§ Measurement transcription data

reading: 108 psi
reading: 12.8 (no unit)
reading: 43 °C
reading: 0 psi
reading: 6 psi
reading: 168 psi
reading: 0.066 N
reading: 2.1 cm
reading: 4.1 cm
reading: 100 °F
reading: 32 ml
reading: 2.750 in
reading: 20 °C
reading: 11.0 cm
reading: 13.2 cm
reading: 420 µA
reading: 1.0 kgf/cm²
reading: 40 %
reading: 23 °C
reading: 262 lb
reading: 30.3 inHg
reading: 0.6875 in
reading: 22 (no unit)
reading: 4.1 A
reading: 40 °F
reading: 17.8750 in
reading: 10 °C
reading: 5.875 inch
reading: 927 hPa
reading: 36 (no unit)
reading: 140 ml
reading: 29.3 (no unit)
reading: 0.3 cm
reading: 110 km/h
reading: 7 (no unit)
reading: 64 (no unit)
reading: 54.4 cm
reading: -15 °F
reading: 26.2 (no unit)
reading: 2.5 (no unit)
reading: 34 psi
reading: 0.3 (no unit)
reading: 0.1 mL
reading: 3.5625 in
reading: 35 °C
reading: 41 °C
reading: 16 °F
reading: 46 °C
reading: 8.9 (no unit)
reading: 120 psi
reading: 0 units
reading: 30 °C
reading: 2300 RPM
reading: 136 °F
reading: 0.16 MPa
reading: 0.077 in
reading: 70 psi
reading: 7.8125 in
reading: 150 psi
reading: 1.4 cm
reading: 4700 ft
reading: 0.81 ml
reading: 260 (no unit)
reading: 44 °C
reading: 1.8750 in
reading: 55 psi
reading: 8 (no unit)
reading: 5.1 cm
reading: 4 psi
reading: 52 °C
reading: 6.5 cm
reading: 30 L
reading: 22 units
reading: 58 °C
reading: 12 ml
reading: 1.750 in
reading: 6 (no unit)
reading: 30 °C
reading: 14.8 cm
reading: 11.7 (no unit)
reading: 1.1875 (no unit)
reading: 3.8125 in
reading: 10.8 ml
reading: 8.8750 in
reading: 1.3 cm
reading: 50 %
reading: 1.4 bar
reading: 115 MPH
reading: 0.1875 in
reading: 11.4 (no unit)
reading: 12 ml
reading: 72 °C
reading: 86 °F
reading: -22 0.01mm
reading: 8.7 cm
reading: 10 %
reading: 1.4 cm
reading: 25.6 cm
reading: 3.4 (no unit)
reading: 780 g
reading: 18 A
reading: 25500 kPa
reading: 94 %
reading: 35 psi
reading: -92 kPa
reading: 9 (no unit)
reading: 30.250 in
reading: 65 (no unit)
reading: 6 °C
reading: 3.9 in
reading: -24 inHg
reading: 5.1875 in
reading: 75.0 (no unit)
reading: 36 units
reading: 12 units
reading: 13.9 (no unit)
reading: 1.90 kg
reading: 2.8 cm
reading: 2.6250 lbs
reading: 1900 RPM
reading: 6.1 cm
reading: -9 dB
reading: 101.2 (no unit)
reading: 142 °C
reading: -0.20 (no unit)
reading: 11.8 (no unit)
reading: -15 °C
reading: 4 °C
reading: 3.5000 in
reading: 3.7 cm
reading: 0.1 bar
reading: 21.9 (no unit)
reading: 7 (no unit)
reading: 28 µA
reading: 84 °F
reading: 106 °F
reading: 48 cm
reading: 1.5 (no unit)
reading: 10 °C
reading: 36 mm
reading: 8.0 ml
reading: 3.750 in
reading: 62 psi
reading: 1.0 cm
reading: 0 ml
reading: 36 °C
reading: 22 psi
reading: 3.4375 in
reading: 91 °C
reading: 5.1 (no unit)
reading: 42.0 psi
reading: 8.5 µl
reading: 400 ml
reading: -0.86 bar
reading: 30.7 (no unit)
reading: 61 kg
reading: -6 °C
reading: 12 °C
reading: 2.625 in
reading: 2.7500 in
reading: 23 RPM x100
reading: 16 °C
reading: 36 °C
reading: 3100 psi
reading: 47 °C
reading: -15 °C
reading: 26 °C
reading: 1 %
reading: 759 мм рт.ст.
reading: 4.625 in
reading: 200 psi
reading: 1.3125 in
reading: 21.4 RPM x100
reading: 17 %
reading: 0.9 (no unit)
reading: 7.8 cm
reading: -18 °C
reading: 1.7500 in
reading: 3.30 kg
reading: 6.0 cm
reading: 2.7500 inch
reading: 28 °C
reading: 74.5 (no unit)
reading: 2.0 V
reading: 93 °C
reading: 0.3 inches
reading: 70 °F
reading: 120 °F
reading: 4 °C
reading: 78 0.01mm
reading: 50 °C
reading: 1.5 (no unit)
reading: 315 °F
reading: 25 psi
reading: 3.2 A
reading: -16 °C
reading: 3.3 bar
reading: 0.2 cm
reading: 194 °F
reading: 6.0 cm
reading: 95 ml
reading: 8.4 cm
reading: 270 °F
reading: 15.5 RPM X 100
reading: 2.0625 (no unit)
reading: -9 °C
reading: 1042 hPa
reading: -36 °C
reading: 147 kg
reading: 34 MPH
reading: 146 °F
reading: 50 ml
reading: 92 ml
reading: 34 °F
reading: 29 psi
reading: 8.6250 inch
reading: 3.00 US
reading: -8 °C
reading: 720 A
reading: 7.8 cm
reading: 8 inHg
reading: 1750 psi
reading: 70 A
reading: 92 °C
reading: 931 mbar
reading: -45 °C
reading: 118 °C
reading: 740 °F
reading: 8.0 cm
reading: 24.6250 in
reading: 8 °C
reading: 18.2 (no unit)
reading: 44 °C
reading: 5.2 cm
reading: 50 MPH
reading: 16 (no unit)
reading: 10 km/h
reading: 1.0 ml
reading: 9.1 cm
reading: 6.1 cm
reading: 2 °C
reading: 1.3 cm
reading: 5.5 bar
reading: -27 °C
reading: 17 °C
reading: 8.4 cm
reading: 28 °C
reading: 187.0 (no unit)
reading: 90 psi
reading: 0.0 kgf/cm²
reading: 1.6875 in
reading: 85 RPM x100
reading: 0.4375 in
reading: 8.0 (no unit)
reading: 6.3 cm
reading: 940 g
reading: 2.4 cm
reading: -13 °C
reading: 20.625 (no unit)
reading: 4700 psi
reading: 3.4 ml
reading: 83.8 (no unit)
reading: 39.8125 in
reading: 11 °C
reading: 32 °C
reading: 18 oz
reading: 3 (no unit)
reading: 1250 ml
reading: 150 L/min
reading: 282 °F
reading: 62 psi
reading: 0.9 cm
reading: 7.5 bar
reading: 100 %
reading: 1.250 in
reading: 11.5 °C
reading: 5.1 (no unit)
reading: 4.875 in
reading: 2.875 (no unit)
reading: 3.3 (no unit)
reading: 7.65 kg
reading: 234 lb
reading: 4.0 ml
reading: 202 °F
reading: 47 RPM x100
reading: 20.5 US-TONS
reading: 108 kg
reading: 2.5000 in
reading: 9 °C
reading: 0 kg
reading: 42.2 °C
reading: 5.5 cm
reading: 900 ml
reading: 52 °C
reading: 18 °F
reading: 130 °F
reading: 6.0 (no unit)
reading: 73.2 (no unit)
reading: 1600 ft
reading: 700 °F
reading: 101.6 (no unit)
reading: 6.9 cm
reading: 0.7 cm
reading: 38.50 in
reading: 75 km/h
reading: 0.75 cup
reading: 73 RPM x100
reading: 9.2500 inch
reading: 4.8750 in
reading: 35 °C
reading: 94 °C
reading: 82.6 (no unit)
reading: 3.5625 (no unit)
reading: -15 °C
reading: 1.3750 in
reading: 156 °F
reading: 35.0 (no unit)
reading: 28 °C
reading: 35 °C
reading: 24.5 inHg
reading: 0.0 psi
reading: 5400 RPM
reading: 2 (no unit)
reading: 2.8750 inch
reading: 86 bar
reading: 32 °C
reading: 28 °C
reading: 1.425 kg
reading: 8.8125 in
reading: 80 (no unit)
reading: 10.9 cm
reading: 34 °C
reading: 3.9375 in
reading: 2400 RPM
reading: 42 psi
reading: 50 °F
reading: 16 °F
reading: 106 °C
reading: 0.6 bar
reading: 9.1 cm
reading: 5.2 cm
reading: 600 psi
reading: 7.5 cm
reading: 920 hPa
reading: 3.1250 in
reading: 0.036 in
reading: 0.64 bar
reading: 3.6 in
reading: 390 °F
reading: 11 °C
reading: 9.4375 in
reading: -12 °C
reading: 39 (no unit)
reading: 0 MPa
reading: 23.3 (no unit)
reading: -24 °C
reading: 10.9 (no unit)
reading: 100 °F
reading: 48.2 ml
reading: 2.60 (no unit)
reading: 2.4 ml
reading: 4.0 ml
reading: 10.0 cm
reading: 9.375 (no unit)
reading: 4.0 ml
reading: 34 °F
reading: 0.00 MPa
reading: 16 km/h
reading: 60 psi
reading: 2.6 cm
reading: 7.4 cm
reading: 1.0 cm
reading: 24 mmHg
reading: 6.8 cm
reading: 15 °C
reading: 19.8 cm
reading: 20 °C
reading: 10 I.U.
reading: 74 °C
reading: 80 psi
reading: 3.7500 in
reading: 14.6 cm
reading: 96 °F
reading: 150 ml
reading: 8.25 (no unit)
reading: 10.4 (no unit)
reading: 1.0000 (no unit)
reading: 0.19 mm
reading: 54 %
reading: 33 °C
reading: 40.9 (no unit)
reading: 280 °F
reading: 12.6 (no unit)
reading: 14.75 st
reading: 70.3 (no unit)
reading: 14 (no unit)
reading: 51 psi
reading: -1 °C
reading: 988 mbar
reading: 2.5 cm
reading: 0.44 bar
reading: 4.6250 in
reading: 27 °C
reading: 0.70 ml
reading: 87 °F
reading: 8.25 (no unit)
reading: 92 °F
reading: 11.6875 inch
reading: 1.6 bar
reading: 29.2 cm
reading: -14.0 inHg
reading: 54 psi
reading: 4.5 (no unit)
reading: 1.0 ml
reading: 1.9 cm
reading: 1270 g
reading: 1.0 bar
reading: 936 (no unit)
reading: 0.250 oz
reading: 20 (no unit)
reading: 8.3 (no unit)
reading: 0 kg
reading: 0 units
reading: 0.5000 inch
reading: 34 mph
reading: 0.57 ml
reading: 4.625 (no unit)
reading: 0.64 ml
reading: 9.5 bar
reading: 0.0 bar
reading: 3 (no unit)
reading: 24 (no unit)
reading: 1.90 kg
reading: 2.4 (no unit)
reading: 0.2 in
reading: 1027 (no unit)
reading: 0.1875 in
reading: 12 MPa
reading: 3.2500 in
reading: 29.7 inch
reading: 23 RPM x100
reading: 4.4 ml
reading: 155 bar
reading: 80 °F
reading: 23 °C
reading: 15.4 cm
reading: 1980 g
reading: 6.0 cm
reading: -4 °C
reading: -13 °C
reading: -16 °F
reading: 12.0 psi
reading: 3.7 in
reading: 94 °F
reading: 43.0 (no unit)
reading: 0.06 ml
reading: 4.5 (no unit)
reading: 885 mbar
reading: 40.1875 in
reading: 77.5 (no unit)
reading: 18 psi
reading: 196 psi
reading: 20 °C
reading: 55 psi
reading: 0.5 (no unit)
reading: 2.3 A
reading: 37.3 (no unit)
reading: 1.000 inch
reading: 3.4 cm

§ Task brief
Every line above from the line with "reading: 70 °F" to the line with "reading: 1250 ml" is wanted, ends included; write them out exactly and add no other line.

§ Task answer
reading: 70 °F
reading: 120 °F
reading: 4 °C
reading: 78 0.01mm
reading: 50 °C
reading: 1.5 (no unit)
reading: 315 °F
reading: 25 psi
reading: 3.2 A
reading: -16 °C
reading: 3.3 bar
reading: 0.2 cm
reading: 194 °F
reading: 6.0 cm
reading: 95 ml
reading: 8.4 cm
reading: 270 °F
reading: 15.5 RPM X 100
reading: 2.0625 (no unit)
reading: -9 °C
reading: 1042 hPa
reading: -36 °C
reading: 147 kg
reading: 34 MPH
reading: 146 °F
reading: 50 ml
reading: 92 ml
reading: 34 °F
reading: 29 psi
reading: 8.6250 inch
reading: 3.00 US
reading: -8 °C
reading: 720 A
reading: 7.8 cm
reading: 8 inHg
reading: 1750 psi
reading: 70 A
reading: 92 °C
reading: 931 mbar
reading: -45 °C
reading: 118 °C
reading: 740 °F
reading: 8.0 cm
reading: 24.6250 in
reading: 8 °C
reading: 18.2 (no unit)
reading: 44 °C
reading: 5.2 cm
reading: 50 MPH
reading: 16 (no unit)
reading: 10 km/h
reading: 1.0 ml
reading: 9.1 cm
reading: 6.1 cm
reading: 2 °C
reading: 1.3 cm
reading: 5.5 bar
reading: -27 °C
reading: 17 °C
reading: 8.4 cm
reading: 28 °C
reading: 187.0 (no unit)
reading: 90 psi
reading: 0.0 kgf/cm²
reading: 1.6875 in
reading: 85 RPM x100
reading: 0.4375 in
reading: 8.0 (no unit)
reading: 6.3 cm
reading: 940 g
reading: 2.4 cm
reading: -13 °C
reading: 20.625 (no unit)
reading: 4700 psi
reading: 3.4 ml
reading: 83.8 (no unit)
reading: 39.8125 in
reading: 11 °C
reading: 32 °C
reading: 18 oz
reading: 3 (no unit)
reading: 1250 ml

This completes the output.